The following opinion piece written by yours truly was originally published on October 31, 2022.
It directly confronts the immorally libellous misappropriation of the genocide label to describe Canada’s generally benevolent though patently paternalistic treatment of its indigenous people.
I was compelled to write this piece, borrowing on previous writings such as this one, following the unanimous albeit extra-legal assent of Parliament on October 27, 2022 to a motion calling on the federal government to recognize the operation of Canada's Indian Residential Schools as constituting genocide. This motion was presented with no prior public notice, no presentation of evidence, and no debate, an outrageous misuse of the moral influence of our elected politicians.
The motion, presented by NDP member Leah Gazan whose father is … wait for it … a Holocaust survivor, read:
“That, in the opinion of the House that the government must recognize what happened in Canada's Indian residential schools as genocide, as acknowledged by Pope Francis and in accordance with article II of the United Nations Convention on the Prevention and Punishment of the Crime of Genocide.”
My counter to this motion, presented in detail below the paywall, is that there is not a shred of evidence, legal or historical, of anything remotely resembling genocidal activity against Canada’s first settlers.
In a just published Frontier Centre for Public Policy essay, Dr. Jacques Rouillard, Emeritus Professor, Department of History, University of Montreal, also dealing with Gazan’s motion, argued that:
The distinction between physical and cultural genocide was, in fact, debated in the UN General Assembly in 1948. Because of the objection of several nations, the term cultural genocide was not used in the UN Genocide Convention, nor in the UN Declaration on the Rights of Indigenous Peoples of 1994. That is probably why the TRC Report distinguished between physical and cultural genocide, and uses cultural genocide to explain what happened in the IRS system. The policies of the Canadian government and the church s that managed most of the schools were clearly aimed at assimilating Aboriginal peoples into Canadian society.

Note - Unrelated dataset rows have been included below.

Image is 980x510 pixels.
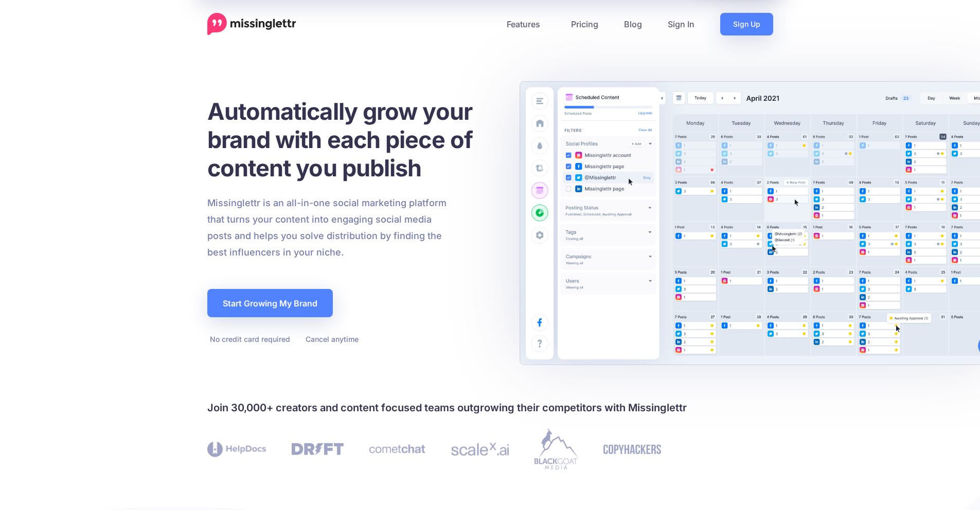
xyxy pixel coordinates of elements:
a: Blog [611,13,655,35]
h4: Join 30,000+ creators and content focused teams outgrowing their competitors with Missinglettr [208,399,773,416]
p: Missinglettr is an all-in-one social marketing platform that turns your content into engaging soc... [208,195,447,261]
a: Features [494,13,558,35]
h1: Automatically grow your brand with each piece of content you publish [208,97,498,182]
li: Cancel anytime [303,332,359,346]
li: No credit card required [208,332,290,346]
a: Home [208,13,296,35]
a: Pricing [558,13,611,35]
a: Sign Up [720,13,773,35]
a: Sign In [655,13,707,35]
a: Start Growing My Brand [208,289,332,317]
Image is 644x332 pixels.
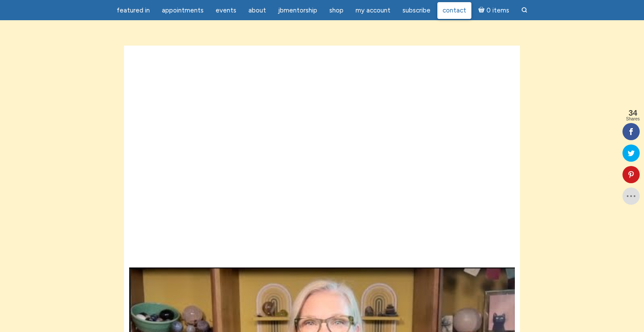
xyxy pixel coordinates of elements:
[351,2,396,19] a: My Account
[487,7,510,14] span: 0 items
[117,6,150,14] span: featured in
[210,2,242,19] a: Events
[325,2,349,19] a: Shop
[273,2,323,19] a: JBMentorship
[243,2,271,19] a: About
[278,6,318,14] span: JBMentorship
[356,6,391,14] span: My Account
[330,6,344,14] span: Shop
[478,6,487,14] i: Cart
[216,6,236,14] span: Events
[249,6,266,14] span: About
[473,1,515,19] a: Cart0 items
[398,2,436,19] a: Subscribe
[627,117,640,121] span: Shares
[437,2,471,19] a: Contact
[112,2,155,19] a: featured in
[442,6,467,14] span: Contact
[162,6,203,14] span: Appointments
[403,6,431,14] span: Subscribe
[627,109,640,117] span: 34
[157,2,209,19] a: Appointments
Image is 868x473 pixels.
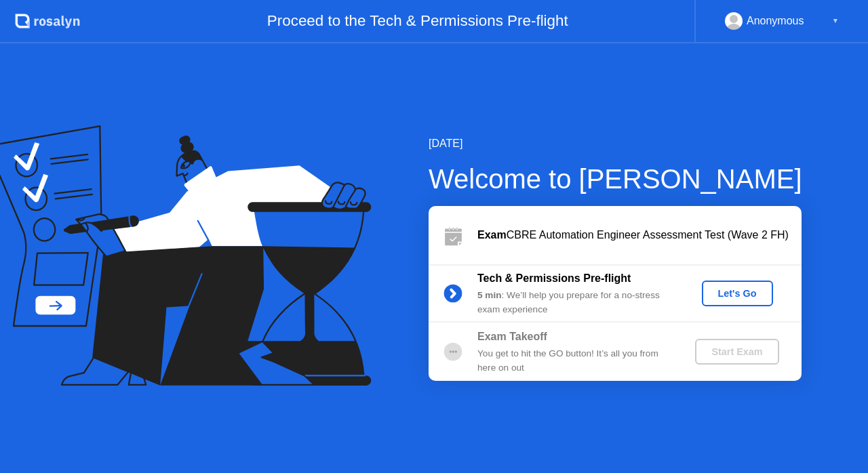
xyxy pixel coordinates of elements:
[477,289,673,317] div: : We’ll help you prepare for a no-stress exam experience
[429,136,803,152] div: [DATE]
[477,331,547,342] b: Exam Takeoff
[477,347,673,374] div: You get to hit the GO button! It’s all you from here on out
[701,346,773,357] div: Start Exam
[477,227,802,244] div: CBRE Automation Engineer Assessment Test (Wave 2 FH)
[833,12,840,29] div: ▼
[477,272,631,284] b: Tech & Permissions Pre-flight
[702,281,773,306] button: Let's Go
[429,158,803,199] div: Welcome to [PERSON_NAME]
[747,12,804,29] div: Anonymous
[695,339,779,365] button: Start Exam
[708,288,768,299] div: Let's Go
[477,229,507,241] b: Exam
[477,290,502,300] b: 5 min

University of Saskatchewan professor emeritus and 2010 Canada Research Council Gold Medal recipient, J. R. Miller, who has dedicated thirty years of his career to examining the relationship between Indigenous and non-Indigenous people wrote in the National Post (January 2021) that “the government's goal was assimilation, not extermination.”
He has also written that:
“… no Canadian government’s statements or unpublished government documents have ever been produced that contain evidence of an intention to destroy, in whole or in part, a national, ethnic, racial or religious group.”
He rightly added “if Canada had wanted to destroy First Nations, it would not have spent so much effort trying to turn them into Euro-Canadians.
To read my take on this issue, please continue below.